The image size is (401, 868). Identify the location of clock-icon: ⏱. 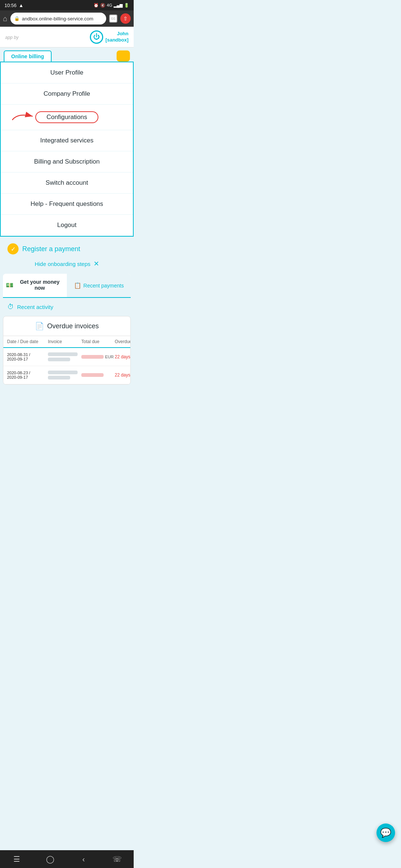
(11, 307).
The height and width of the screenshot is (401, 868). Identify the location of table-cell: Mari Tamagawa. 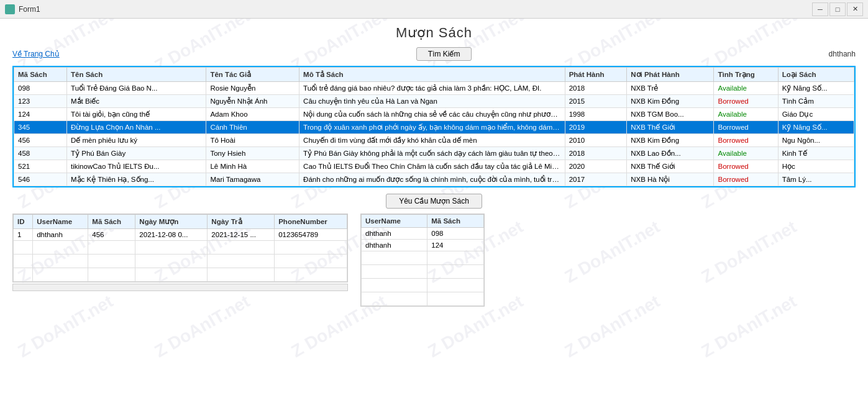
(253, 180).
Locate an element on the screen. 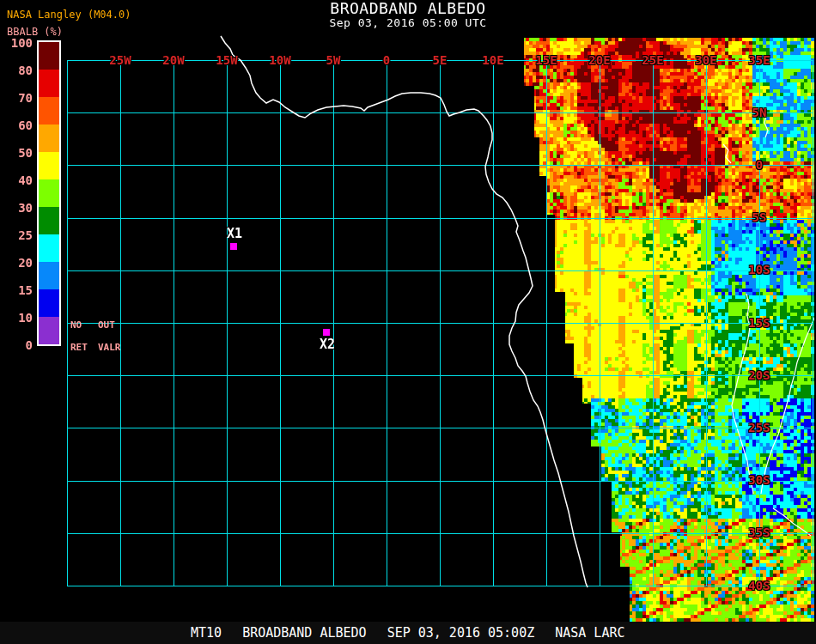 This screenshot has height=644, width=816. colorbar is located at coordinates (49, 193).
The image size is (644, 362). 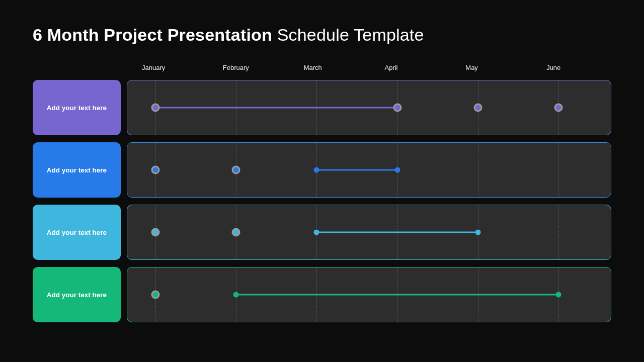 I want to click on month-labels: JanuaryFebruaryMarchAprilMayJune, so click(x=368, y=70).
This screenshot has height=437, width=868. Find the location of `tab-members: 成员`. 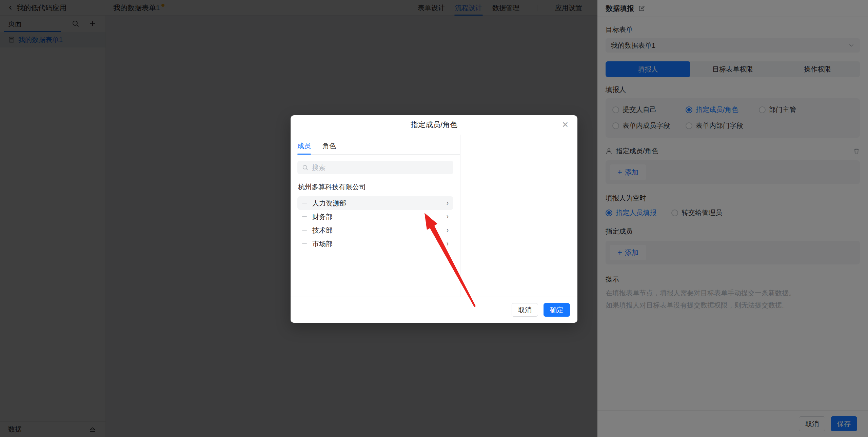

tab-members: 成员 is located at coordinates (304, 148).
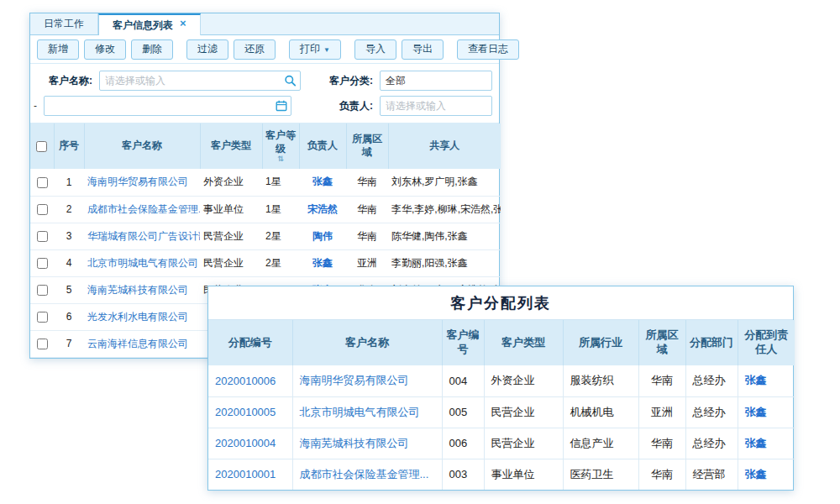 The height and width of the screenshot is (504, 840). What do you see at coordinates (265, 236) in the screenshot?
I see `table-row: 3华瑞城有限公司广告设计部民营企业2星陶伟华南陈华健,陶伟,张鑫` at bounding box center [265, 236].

▶ _Work instruction_
From the line containing "This screenshot has height=437, width=868." through the last line of the data above, write out every line word for word, and nothing else. Do not include the pictures.

▶ _Output for this task_
This screenshot has height=437, width=868. Find the location of `tab-members: 成员`. 

tab-members: 成员 is located at coordinates (304, 148).
 The height and width of the screenshot is (504, 840). What do you see at coordinates (265, 236) in the screenshot?
I see `table-row: 3华瑞城有限公司广告设计部民营企业2星陶伟华南陈华健,陶伟,张鑫` at bounding box center [265, 236].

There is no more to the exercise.